Habermas traces his philosophical discourse on modernity back to the Young Hegelians and is particularly interested in the various ways in which they dealt with antinomies of reason arising within the philosophy of the subject. This project extends from Descartes through to Kant and Husserl and finds critical expression in the diremptive conception of a self-inflated subject, alienated from both its internal and external nature. To identify the problematic of rationalization with reification and to free it from the aporias of the philosophy of consciousness, Habermas passes through Marx into a Praxis Philosophy that is moderated by Husserl and Weber (himself associated with Lucas, Horkheimer and Adorno), and also into the works of the Frankfurt School (Juniper, 2001. p. 8). Habermas' innovation represented a clear paradigm shift away from purposive activity to communicative action, which was also incidentally inspired by the likes of Mead (in the Symbolic Interactionist School) and Durkheim.

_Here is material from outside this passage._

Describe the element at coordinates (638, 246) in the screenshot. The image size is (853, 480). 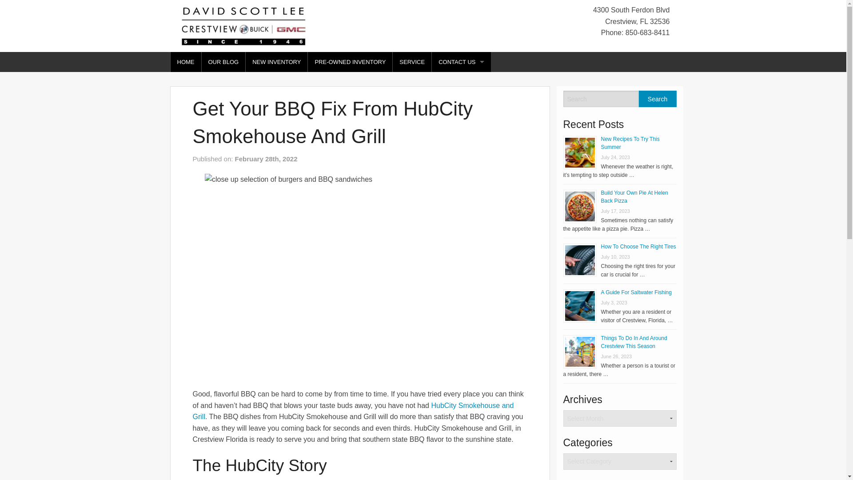
I see `Permalink to How To Choose The Right Tires` at that location.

In addition to the above, Habermas also took into account and integrated into his own work the contributions of language theorists Wittgenstein, and Chomsky; and assorted phenomenologists; ethnomethodologists, functionalists, structuralists, etc. In the Marxist reception of Weber’s theory of rationalization, from Lukacs to Adorno, the rationalization of society is always thought of as a reification of consciousness. In addition, Habermas argued that the role of communicative action in Praxis Philosophy is just as a force of production. This position implies that there is a separation of emancipator practice from critical consciousness, and thus the instrumental rationalization of lifeworld becomes immune from ideological critique, due in large part to its lack of critique content. Thus, rationalization cannot be dealt with adequately within the conceptual frame of the philosophy of consciousness, in which an objectifying operation practiced by a Reason could be mutilated by the drive for self-maintenance of both bureaucratic administration and the market place. Therefore, Habermas applied the basic concepts developed by Mead (communication-theoretic foundation of sociology) and Durkheim (a theory of social solidarity connecting social integration to system integration). Through this application he developed the Theory of Communicative Action to reconstruct an undamaged intersubjectivity that allows for both an unconstrained mutual understanding among individuals and for the enlightenment of individuals, who come to an unconstrained understanding with themselves (Habermas, 1987).

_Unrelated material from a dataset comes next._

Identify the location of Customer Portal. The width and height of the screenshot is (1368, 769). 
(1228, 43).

The philosophical underpinning of Habermas’ project offers two important contextual inferences when it comes to elucidating the research methodology of this book. First, Habermas identifies a clear distinction between technical, practical and emancipator knowledge-constituting interest. This is evident at a methodological level in the distinction between the empirical-analysis, historical hermeneutic and critical science. The distinction provides the basis for a critical methodology based on communicative and emancipator interest, which Habermas labelled universal pragmatics (or theory of communication). As a consequence, the research design of this book is based on Habermas’ universal pragmatics of intersubjective communication. Second, from a more theoretical perspective at the sociological level, Habermas argues that Economic and Bureaucratic-administrative subsystems have contaminated the lifeworld which provides the resource and context for communicative action through forms of purposive-rational action that are aimed at meeting the imperatives of system-maintenance (Habermas, 1987).